Once you have a shortlist of potential partners, these are the questions that separate genuinely capable companies from agencies that have good websites but limited game-specific depth:

  1. Are your translators actual gamers with genre expertise? A translator who doesn’t play games will struggle with gaming-specific terminology, tone, and community conventions. Ask for examples of similar titles they have localized.
  1. Do you offer in-context LQA testing? Checking strings in isolation misses 40–60% of localization errors. True LQA means a native-speaking tester plays the localized build in the game engine.
  1. How do you handle UI text expansion? Specifically for German, French, and other languages that expand from English, do they work with your UI team during localization, or flag issues after the fact?
  1. What file formats do you work with natively? Unity .csv, Unreal .po, custom JSON, Excel? Ask whether they require format conversion (which adds time and error risk) or work directly with your engine’s native format.
  1. How do you handle placeholder strings and variables? Strings like “Welcome, {PlayerName}!” or “You have {ItemCount} items” require translators to understand variable handling. Dropped or misplaced variables cause runtime errors.
  1. Do you build and maintain a glossary for your project? Key terms (ability names, faction names, character names) must be translated consistently throughout. Ask to see a sample glossary from a previous project.
  1. What is your revision process if LQA finds issues? Who fixes errors found in testing, on what timeline, and at what cost?
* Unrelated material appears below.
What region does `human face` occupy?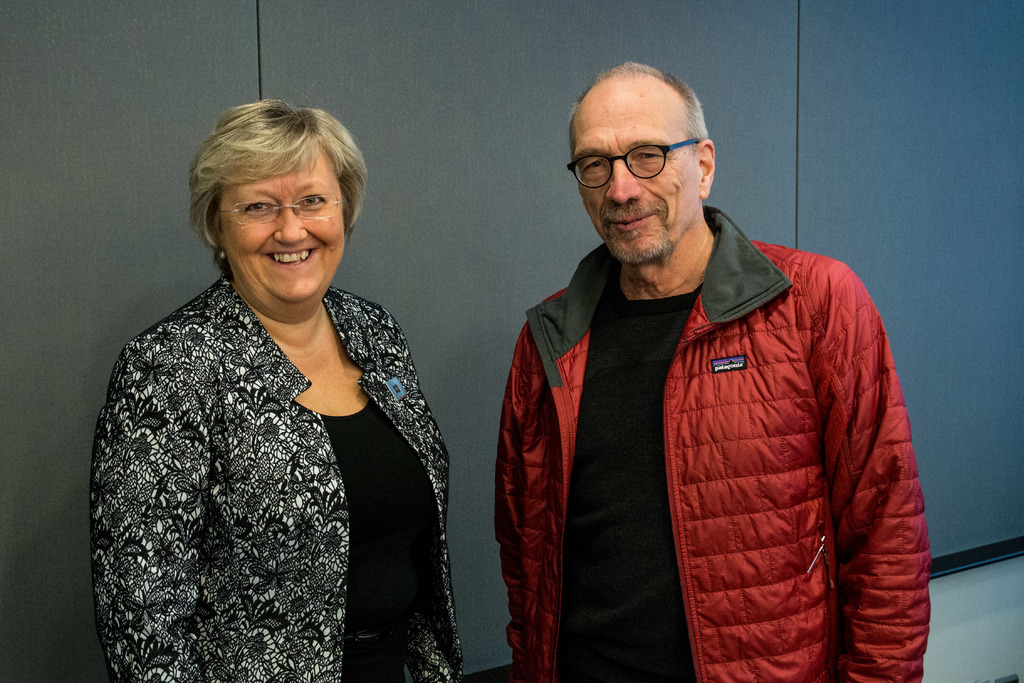
box=[221, 155, 344, 302].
Frequently asked questions

  1. When in the development process should I start localization planning?

Ideally, as early as possible, ideally during pre-production. Internationalization (i18n) decisions made early in development significantly reduce localization cost and risk later: externalizing strings from the start, designing UI containers that flex for text expansion, avoiding hardcoded cultural references, planning voiceover budgets early enough to affect script decisions. Most developers start localization planning too late, which forces expensive rework. A good localization company will advise you on i18n best practices before a single string is translated.

  1. What is a “simultaneous ship” (sim-ship) and should I aim for it?

Sim-ship means releasing the localized versions of your game at the same time as the original, rather than with a delay. It is the gold standard because it avoids the problem of early reviews and coverage appearing before non-English players can access the game. Achieving sim-ship requires integrating localization into your development pipeline earlier and running parallel localization workflows. It is more complex and expensive but worth targeting for major markets like German, French, and Japanese, where day-one sales are disproportionately important to long-term performance.

  1. Is machine translation viable for game localization?

Machine translation as a starting draft, post-edited by experienced gaming translators, can reduce costs and timelines, particularly for high-volume, lower-narrative content like item descriptions or UI strings. However, machine translation alone (without human review) is not suitable for published game content. Gaming community members are expert at identifying machine-translated text, and the backlash from poor MT-only localization can be severe and public. For any narrative or dialogue content, human creative translation is essential, the tone, humour, and character voice in game dialogue simply cannot be reliably automated.

  1. How do I handle ongoing localization for live-service games?

Live-service games add new content continuously, new events, items, quests, UI changes. This requires a continuous localization workflow rather than a one-time project. The most effective approach is a translation management system (TMS) integrated with your content pipeline via API, combined with a dedicated localization partner who maintains your translation memory and glossary across all updates. Setting up this infrastructure properly at launch is significantly cheaper than retrofitting it after your first major update fails to ship localized content on time.